Fayetteville woman backs CREEP Act after years of stalking fight
A Fayetteville woman’s stalking case helped push the CREEP Act through Albany, opening a faster path to civil protection for victims before criminal charges.

Melissa Patnella of Fayetteville turned years of fear into a statewide policy win, helping push the CREEP Act through the Legislature after she said the legal system left her without the protection she needed. The bill would let stalking victims seek civil anti-stalking protections before a criminal case is filed, a change supporters say could matter for Central New York families facing harassment that has not yet led to charges.
Patnella’s fight began after she met the man through work in 2022. The stalking escalated, and he was arrested in 2023, but delays in the criminal process meant she still did not have the kind of protection she believed she needed. She said she was often told to simply accept the way things were, and that experience helped drive her to keep pressing for a law that gives victims an earlier route to safety.

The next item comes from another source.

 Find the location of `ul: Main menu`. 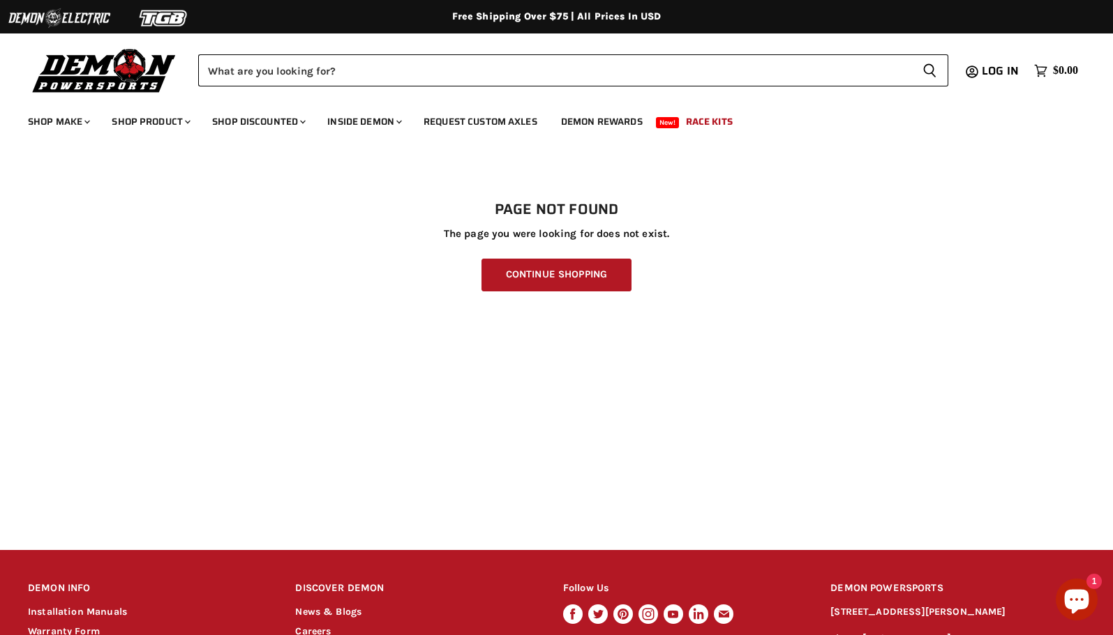

ul: Main menu is located at coordinates (545, 119).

The CREEP Act is aimed at what advocates describe as a loophole in New York’s stalking law. Under the proposal, victims would not have to wait for prosecutors to file a criminal case before asking for civil anti-stalking relief. Supporters say that could give police, prosecutors and courts a clearer tool in cases where stalking behavior is real and damaging, but the criminal process has not yet caught up.

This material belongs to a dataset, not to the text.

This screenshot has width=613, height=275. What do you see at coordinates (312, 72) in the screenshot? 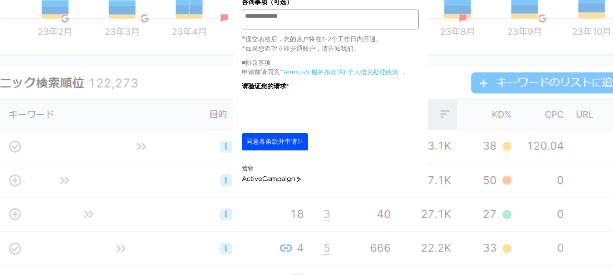
I see `font: “Semrush 服务条款”和` at bounding box center [312, 72].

The measure passed both the state Senate and Assembly last week after stalling in 2025, and Patnella called the outcome a relief after trying not to get her hopes up during the process. If the governor signs the bill, the law would expand options for victims across New York, especially in cases that do not fit neatly into family or intimate-partner categories. For Onondaga County residents, Patnella’s case shows how a Fayetteville woman’s personal ordeal could reshape the protections available to future stalking victims across Central New York.